Page 29 of The Pawn
Enzo: I’m fine. Where do you need me?
He’s eager to prove himself. He knows I have my doubts about everyone. I’m analyzing everyone’s motivation, everyone’s actions.
Me: Devil’s Peak. Call a doctor in. Female.
Enzo: Done
I add that last part thinking Allegra will feel safer with a woman doctor. I want her examined thoroughly. I want toknow where that bastard laid his hands before I cut them off. Because I will cut them off. And that will be the beginning of what I do to him.
But all that can wait. I glance down at Allegra sleeping, her head in my lap, the bruises on her face.
I have her. She’s here with me. Everything else I will fix. I have her now and she’s safe.
10
ALLEGRA
Iwake violently unable to separate the nightmare from the reality of this heavy, drug-induced sleep. It’s pitch black. I sit up, but I don’t know where I am. Sweat trickles down my back. My breaths come short and ragged, keeping time with my pounding heart.
I look around the dark space as my eyes adjust. I’m not cold. Not freezing. Not shivering in that damp, wet-earth cold. No smell of spilled wine. I look up at the prisms of light filtering in through stained glass and I know where I am. I remember.
My racing heart slows to thuds.
I remember.
As if on cue, my hand begins to throb. Because I remember that, too.
Pain.
A sob breaks the utter stillness of the place, and it takes me a moment to realize that that sound? It’s me.
I’m afraid to look down.
Afraid to see what I know I’ll find.
But I have to make myself do it. I have to make myself look. It would be weakness not to.
The thick duvet covers me, warm and soft and safe.
No. Not safe. Nothing is safe. Nothing has been safe for a very, very long time.
The space beside me is empty. His place. He didn’t sleep here last night.
But he came for me.
I recall the war of bullets and when that door opened, when I heard again the terrible sound of heavy metal creaking along that filthy floor, how I wanted to die. Oh, how I wanted to die.
My unbandaged hand throbs. I take a deep breath in and I turn my gaze down. This pain isn’t from a knife wound. It’s bruised from when Malek forced the ring.
Uncurling my fingers, I look for it now. My mother’s ring. Her blood still on it, after all those years. Cruel that. The cruelest thing he did. He who professed to have loved her had hated her more than any of the other monsters in her life.
But the ring isn’t there. It’s gone. I ripped it from my finger.
Four fingers on each hand now. Matchy-matchy.
I close my eyes. The place where my little finger was throbs. Phantom pain. Sensation when there is nothing there. Did my mother feel it every time they took another one? No. She would have only felt real pain. I shake my head to rid myself of the memories. To let them go. To make them let me go. I don’t know what’s real, what’s not. Did she know what was real? What wasn’t? I think she’d gone half-mad by the time they’d finished with her.
I don’t want to think about that now. I don’t wantto remember it. Why do I remember it so clearly? Like it just happened. Like five years haven’t passed. It’s the drugs. It must be. They’re confusing past and present, memory and reality.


EXERCISE AIM
Filter this material down to the lines that contain the string "left", and return those lines.
[Start of Attachment]
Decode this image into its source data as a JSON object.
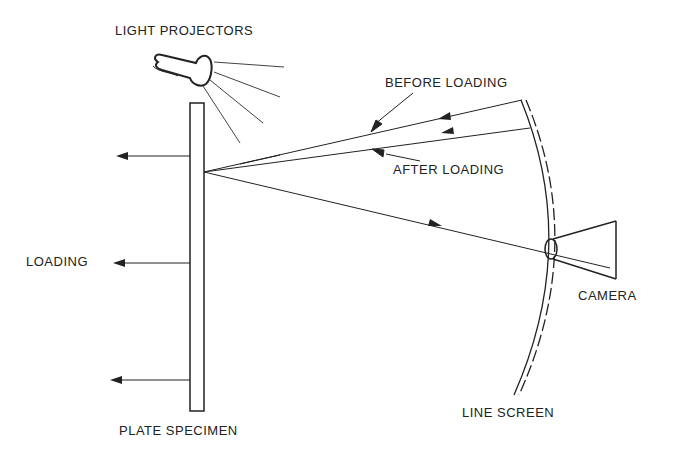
{
  "diagram": {
    "labels": {
      "light_projectors": "LIGHT PROJECTORS",
      "before_loading": "BEFORE LOADING",
      "after_loading": "AFTER LOADING",
      "loading": "LOADING",
      "camera": "CAMERA",
      "plate_specimen": "PLATE SPECIMEN",
      "line_screen": "LINE SCREEN"
    },
    "colors": {
      "stroke": "#222222",
      "background": "#ffffff"
    }
  }
}
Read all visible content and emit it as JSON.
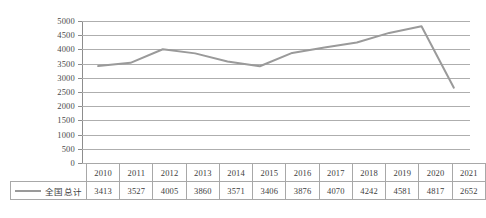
{
  "chart_data": {
    "type": "line",
    "title": "",
    "xlabel": "",
    "ylabel": "",
    "categories": [
      "2010",
      "2011",
      "2012",
      "2013",
      "2014",
      "2015",
      "2016",
      "2017",
      "2018",
      "2019",
      "2020",
      "2021"
    ],
    "series": [
      {
        "name": "全国总计",
        "values": [
          3413,
          3527,
          4005,
          3860,
          3571,
          3406,
          3876,
          4070,
          4242,
          4581,
          4817,
          2652
        ],
        "color": "#9a9a9a"
      }
    ],
    "ylim": [
      0,
      5000
    ],
    "ytick_step": 500,
    "yticks": [
      "5000",
      "4500",
      "4000",
      "3500",
      "3000",
      "2500",
      "2000",
      "1500",
      "1000",
      "500",
      "0"
    ],
    "grid": true,
    "legend_position": "table-left",
    "has_data_table": true
  },
  "table": {
    "corner_label": "",
    "legend_label": "全国总计",
    "header_row": [
      "2010",
      "2011",
      "2012",
      "2013",
      "2014",
      "2015",
      "2016",
      "2017",
      "2018",
      "2019",
      "2020",
      "2021"
    ],
    "value_row": [
      "3413",
      "3527",
      "4005",
      "3860",
      "3571",
      "3406",
      "3876",
      "4070",
      "4242",
      "4581",
      "4817",
      "2652"
    ]
  },
  "colors": {
    "series_line": "#9a9a9a",
    "gridline": "#aeaeae",
    "axis": "#8d8d8d",
    "text": "#3d3d3d",
    "background": "#ffffff"
  }
}
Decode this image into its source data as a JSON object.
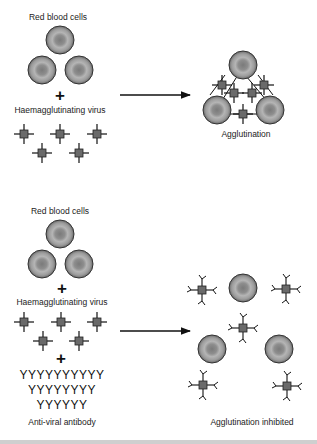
{
  "figure": {
    "top_panel": {
      "rbc_label": "Red blood cells",
      "plus": "+",
      "virus_label": "Haemagglutinating virus",
      "result_label": "Agglutination"
    },
    "bottom_panel": {
      "rbc_label": "Red blood cells",
      "plus1": "+",
      "virus_label": "Haemagglutinating virus",
      "plus2": "+",
      "antibody_rows": [
        "YYYYYYYYYY",
        "YYYYYYYY",
        "YYYYYY"
      ],
      "antibody_label": "Anti-viral antibody",
      "result_label": "Agglutination inhibited"
    },
    "icons": {
      "rbc": "red-blood-cell-icon",
      "virus": "virus-particle-icon",
      "antibody": "antibody-y-icon",
      "arrow": "right-arrow-icon"
    },
    "colors": {
      "cell_outer": "#555555",
      "cell_mid": "#9a9a9a",
      "cell_center": "#7d7d7d",
      "virus_body": "#6a6a6a",
      "line": "#111111"
    }
  }
}
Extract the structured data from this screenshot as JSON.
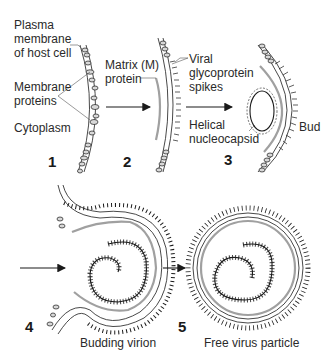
{
  "diagram": {
    "colors": {
      "line": "#1a1a1a",
      "matrix_protein": "#a0a0a0",
      "background": "#ffffff"
    },
    "steps": [
      {
        "number": "1",
        "caption": ""
      },
      {
        "number": "2",
        "caption": ""
      },
      {
        "number": "3",
        "caption": ""
      },
      {
        "number": "4",
        "caption": "Budding virion"
      },
      {
        "number": "5",
        "caption": "Free virus particle"
      }
    ],
    "labels": {
      "plasma_membrane": [
        "Plasma",
        "membrane",
        "of host cell"
      ],
      "membrane_proteins": [
        "Membrane",
        "proteins"
      ],
      "cytoplasm": "Cytoplasm",
      "matrix_protein": [
        "Matrix (M)",
        "protein"
      ],
      "glycoprotein_spikes": [
        "Viral",
        "glycoprotein",
        "spikes"
      ],
      "helical_nucleocapsid": [
        "Helical",
        "nucleocapsid"
      ],
      "bud": "Bud"
    }
  }
}
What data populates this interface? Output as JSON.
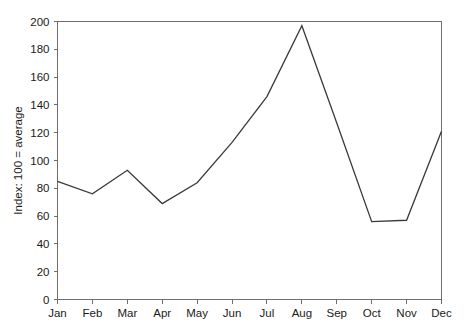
{
  "chart_data": {
    "type": "line",
    "title": "",
    "xlabel": "",
    "ylabel": "Index: 100 = average",
    "categories": [
      "Jan",
      "Feb",
      "Mar",
      "Apr",
      "May",
      "Jun",
      "Jul",
      "Aug",
      "Sep",
      "Oct",
      "Nov",
      "Dec"
    ],
    "values": [
      85,
      76,
      93,
      69,
      84,
      113,
      146,
      197,
      127,
      56,
      57,
      121
    ],
    "series": [
      {
        "name": "Index",
        "values": [
          85,
          76,
          93,
          69,
          84,
          113,
          146,
          197,
          127,
          56,
          57,
          121
        ]
      }
    ],
    "ylim": [
      0,
      200
    ],
    "y_ticks": [
      0,
      20,
      40,
      60,
      80,
      100,
      120,
      140,
      160,
      180,
      200
    ],
    "y_tick_labels": [
      "0",
      "20",
      "40",
      "60",
      "80",
      "100",
      "120",
      "140",
      "160",
      "180",
      "200"
    ],
    "x_tick_labels": [
      "Jan",
      "Feb",
      "Mar",
      "Apr",
      "May",
      "Jun",
      "Jul",
      "Aug",
      "Sep",
      "Oct",
      "Nov",
      "Dec"
    ],
    "grid": false,
    "legend": "none",
    "line_color": "#3a3a3a",
    "axis_color": "#6f6f6f",
    "background_color": "#ffffff"
  }
}
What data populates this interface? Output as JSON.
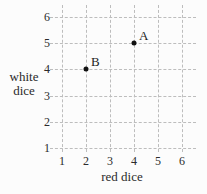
{
  "chart_data": {
    "type": "scatter",
    "title": "",
    "xlabel": "red dice",
    "ylabel": "white dice",
    "x_ticks": [
      "1",
      "2",
      "3",
      "4",
      "5",
      "6"
    ],
    "y_ticks": [
      "1",
      "2",
      "3",
      "4",
      "5",
      "6"
    ],
    "xlim": [
      1,
      6
    ],
    "ylim": [
      1,
      6
    ],
    "grid": "dashed",
    "legend": "none",
    "points": [
      {
        "label": "A",
        "x": 4,
        "y": 5
      },
      {
        "label": "B",
        "x": 2,
        "y": 4
      }
    ],
    "colors": {
      "grid": "#bdbdbd",
      "point": "#111111",
      "text": "#2b2b2b",
      "background": "#fcfcfc"
    }
  }
}
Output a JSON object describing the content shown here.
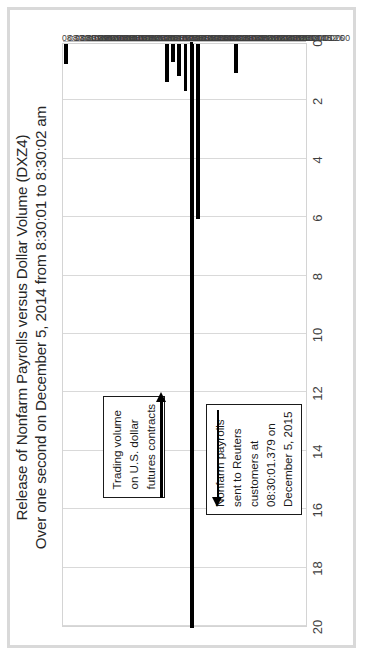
{
  "chart_data": {
    "type": "bar",
    "orientation": "horizontal-rotated",
    "title": "Release of Nonfarm Payrolls versus Dollar Volume (DXZ4)",
    "subtitle": "Over one second on December 5, 2014 from 8:30:01 to 8:30:02 am",
    "xlabel": "",
    "ylabel": "",
    "value_axis_ticks": [
      20,
      18,
      16,
      14,
      12,
      10,
      8,
      6,
      4,
      2,
      0
    ],
    "value_axis_range": [
      0,
      20
    ],
    "value_axis_reversed": true,
    "grid": true,
    "legend": "none",
    "categories": [
      "08:30:01.000",
      "08:30:01.026",
      "08:30:01.052",
      "08:30:01.078",
      "08:30:01.104",
      "08:30:01.130",
      "08:30:01.156",
      "08:30:01.182",
      "08:30:01.208",
      "08:30:01.234",
      "08:30:01.260",
      "08:30:01.286",
      "08:30:01.312",
      "08:30:01.338",
      "08:30:01.364",
      "08:30:01.390",
      "08:30:01.416",
      "08:30:01.442",
      "08:30:01.468",
      "08:30:01.494",
      "08:30:01.520",
      "08:30:01.546",
      "08:30:01.572",
      "08:30:01.598",
      "08:30:01.624",
      "08:30:01.650",
      "08:30:01.676",
      "08:30:01.702",
      "08:30:01.728",
      "08:30:01.754",
      "08:30:01.780",
      "08:30:01.806",
      "08:30:01.832",
      "08:30:01.858",
      "08:30:01.884",
      "08:30:01.910",
      "08:30:01.936",
      "08:30:01.962",
      "08:30:01.988"
    ],
    "values": [
      0,
      0,
      0,
      0,
      0,
      0,
      0,
      0,
      0,
      0,
      0,
      1.0,
      0,
      0,
      0,
      0,
      0,
      6.0,
      20.0,
      1.6,
      1.1,
      0.6,
      1.3,
      0,
      0,
      0,
      0,
      0,
      0,
      0,
      0,
      0,
      0,
      0,
      0,
      0,
      0,
      0,
      0.7
    ],
    "series_name": "Dollar volume (contracts)",
    "annotations": [
      {
        "name": "nonfarm-payrolls-callout",
        "lines": [
          "Nonfarm payrolls",
          "sent to Reuters",
          "customers at",
          "08:30:01.379 on",
          "December 5, 2015"
        ],
        "points_to": "08:30:01.442"
      },
      {
        "name": "trading-volume-callout",
        "lines": [
          "Trading volume",
          "on U.S. dollar",
          "futures contracts"
        ],
        "points_to": "08:30:01.468"
      }
    ],
    "colors": {
      "bar": "#000000",
      "gridline": "#d9d9d9",
      "plot_border": "#d4d4d4",
      "frame": "#d9d9d9",
      "text": "#262626",
      "callout_border": "#1a1a1a"
    }
  }
}
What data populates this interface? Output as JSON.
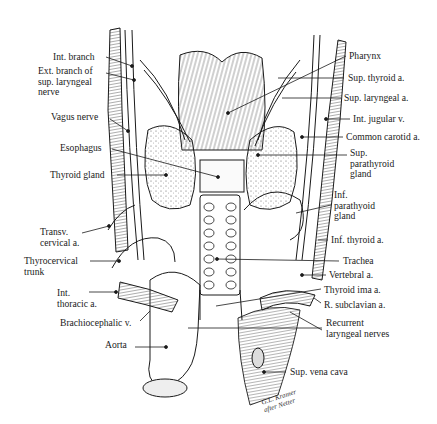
{
  "figure": {
    "signature": "G.L. Kramer\nafter Netter",
    "colors": {
      "ink": "#1a1a1a",
      "background": "#ffffff",
      "shading": "#555555"
    }
  },
  "labels": {
    "left": [
      {
        "id": "int-branch",
        "text": "Int. branch",
        "x": 53,
        "y": 52,
        "pointer": [
          [
            106,
            57
          ],
          [
            132,
            66
          ]
        ]
      },
      {
        "id": "ext-branch",
        "text": "Ext. branch of\nsup. laryngeal\nnerve",
        "x": 38,
        "y": 66,
        "pointer": [
          [
            106,
            73
          ],
          [
            134,
            80
          ]
        ]
      },
      {
        "id": "vagus-nerve",
        "text": "Vagus nerve",
        "x": 51,
        "y": 112,
        "pointer": [
          [
            110,
            119
          ],
          [
            128,
            131
          ]
        ]
      },
      {
        "id": "esophagus",
        "text": "Esophagus",
        "x": 60,
        "y": 143,
        "pointer": [
          [
            112,
            149
          ],
          [
            218,
            177
          ]
        ]
      },
      {
        "id": "thyroid-gland-left",
        "text": "Thyroid gland",
        "x": 50,
        "y": 170,
        "pointer": [
          [
            117,
            175
          ],
          [
            166,
            175
          ]
        ]
      },
      {
        "id": "transv-cervical",
        "text": "Transv.\ncervical a.",
        "x": 40,
        "y": 227,
        "pointer": [
          [
            82,
            233
          ],
          [
            109,
            226
          ]
        ]
      },
      {
        "id": "thyrocervical-trunk",
        "text": "Thyrocervical\ntrunk",
        "x": 24,
        "y": 256,
        "pointer": [
          [
            90,
            261
          ],
          [
            119,
            261
          ]
        ]
      },
      {
        "id": "int-thoracic",
        "text": "Int.\nthoracic a.",
        "x": 57,
        "y": 288,
        "pointer": [
          [
            89,
            292
          ],
          [
            116,
            292
          ]
        ]
      },
      {
        "id": "brachiocephalic-v",
        "text": "Brachiocephalic v.",
        "x": 60,
        "y": 318,
        "pointer": [
          [
            140,
            321
          ],
          [
            150,
            311
          ]
        ]
      },
      {
        "id": "aorta",
        "text": "Aorta",
        "x": 105,
        "y": 340,
        "pointer": [
          [
            135,
            347
          ],
          [
            166,
            347
          ]
        ]
      }
    ],
    "right": [
      {
        "id": "pharynx",
        "text": "Pharynx",
        "x": 349,
        "y": 51,
        "pointer": [
          [
            346,
            56
          ],
          [
            228,
            113
          ]
        ]
      },
      {
        "id": "sup-thyroid-a",
        "text": "Sup. thyroid a.",
        "x": 348,
        "y": 73,
        "pointer": [
          [
            344,
            78
          ],
          [
            278,
            78
          ]
        ]
      },
      {
        "id": "sup-laryngeal-a",
        "text": "Sup. laryngeal a.",
        "x": 344,
        "y": 93,
        "pointer": [
          [
            341,
            98
          ],
          [
            282,
            98
          ]
        ]
      },
      {
        "id": "int-jugular-v",
        "text": "Int. jugular v.",
        "x": 353,
        "y": 114,
        "pointer": [
          [
            350,
            119
          ],
          [
            326,
            119
          ]
        ]
      },
      {
        "id": "common-carotid-a",
        "text": "Common carotid a.",
        "x": 346,
        "y": 132,
        "pointer": [
          [
            343,
            137
          ],
          [
            302,
            137
          ]
        ]
      },
      {
        "id": "sup-parathyroid",
        "text": "Sup.\nparathyroid\ngland",
        "x": 350,
        "y": 148,
        "pointer": [
          [
            347,
            155
          ],
          [
            258,
            155
          ]
        ]
      },
      {
        "id": "inf-parathyoid",
        "text": "Inf.\nparathyoid\ngland",
        "x": 334,
        "y": 190,
        "pointer": [
          [
            331,
            205
          ],
          [
            296,
            213
          ]
        ]
      },
      {
        "id": "inf-thyroid-a",
        "text": "Inf. thyroid a.",
        "x": 331,
        "y": 235,
        "pointer": [
          [
            328,
            240
          ],
          [
            318,
            240
          ]
        ]
      },
      {
        "id": "trachea",
        "text": "Trachea",
        "x": 343,
        "y": 256,
        "pointer": [
          [
            339,
            261
          ],
          [
            217,
            259
          ]
        ]
      },
      {
        "id": "vertebral-a",
        "text": "Vertebral a.",
        "x": 329,
        "y": 270,
        "pointer": [
          [
            326,
            275
          ],
          [
            302,
            275
          ]
        ]
      },
      {
        "id": "thyroid-ima-a",
        "text": "Thyroid ima a.",
        "x": 324,
        "y": 285,
        "pointer": [
          [
            321,
            289
          ],
          [
            216,
            306
          ]
        ]
      },
      {
        "id": "r-subclavian-a",
        "text": "R. subclavian a.",
        "x": 324,
        "y": 300,
        "pointer": [
          [
            321,
            303
          ],
          [
            314,
            298
          ]
        ]
      },
      {
        "id": "recurrent-laryngeal-nerves",
        "text": "Recurrent\nlaryngeal nerves",
        "x": 326,
        "y": 318,
        "pointer": [
          [
            322,
            328
          ],
          [
            188,
            328
          ]
        ]
      },
      {
        "id": "sup-vena-cava",
        "text": "Sup. vena cava",
        "x": 290,
        "y": 367,
        "pointer": [
          [
            286,
            372
          ],
          [
            264,
            372
          ]
        ]
      }
    ]
  }
}
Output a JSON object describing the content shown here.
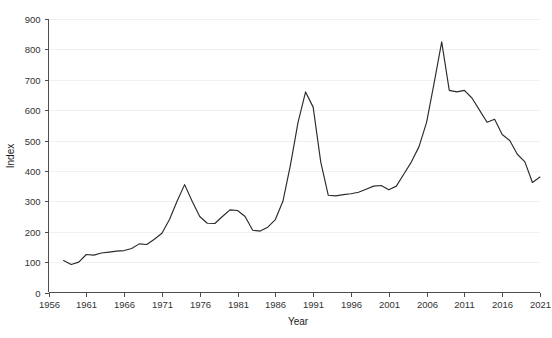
{
  "chart_data": {
    "type": "line",
    "title": "",
    "xlabel": "Year",
    "ylabel": "Index",
    "xlim": [
      1956,
      2021
    ],
    "ylim": [
      0,
      900
    ],
    "grid": true,
    "legend": null,
    "x_ticks": [
      1956,
      1961,
      1966,
      1971,
      1976,
      1981,
      1986,
      1991,
      1996,
      2001,
      2006,
      2011,
      2016,
      2021
    ],
    "y_ticks": [
      0,
      100,
      200,
      300,
      400,
      500,
      600,
      700,
      800,
      900
    ],
    "series": [
      {
        "name": "Index",
        "color": "#2b2b2b",
        "x": [
          1958,
          1959,
          1960,
          1961,
          1962,
          1963,
          1964,
          1965,
          1966,
          1967,
          1968,
          1969,
          1970,
          1971,
          1972,
          1973,
          1974,
          1975,
          1976,
          1977,
          1978,
          1979,
          1980,
          1981,
          1982,
          1983,
          1984,
          1985,
          1986,
          1987,
          1988,
          1989,
          1990,
          1991,
          1992,
          1993,
          1994,
          1995,
          1996,
          1997,
          1998,
          1999,
          2000,
          2001,
          2002,
          2003,
          2004,
          2005,
          2006,
          2007,
          2008,
          2009,
          2010,
          2011,
          2012,
          2013,
          2014,
          2015,
          2016,
          2017,
          2018,
          2019,
          2020,
          2021
        ],
        "values": [
          105,
          92,
          100,
          125,
          123,
          130,
          133,
          136,
          138,
          145,
          160,
          158,
          175,
          195,
          240,
          300,
          355,
          300,
          250,
          228,
          227,
          250,
          272,
          270,
          250,
          205,
          202,
          215,
          240,
          300,
          420,
          560,
          660,
          610,
          430,
          320,
          318,
          322,
          325,
          330,
          340,
          350,
          352,
          338,
          350,
          390,
          430,
          480,
          560,
          690,
          825,
          665,
          660,
          665,
          640,
          600,
          560,
          570,
          520,
          500,
          455,
          430,
          362,
          380
        ]
      }
    ]
  },
  "axes": {
    "x_axis_label": "Year",
    "y_axis_label": "Index"
  }
}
[End of Attachment]
TASK OUTPUT
    "legend_position": "table-left",
    "left": [
        "id": "thyroid-gland-left",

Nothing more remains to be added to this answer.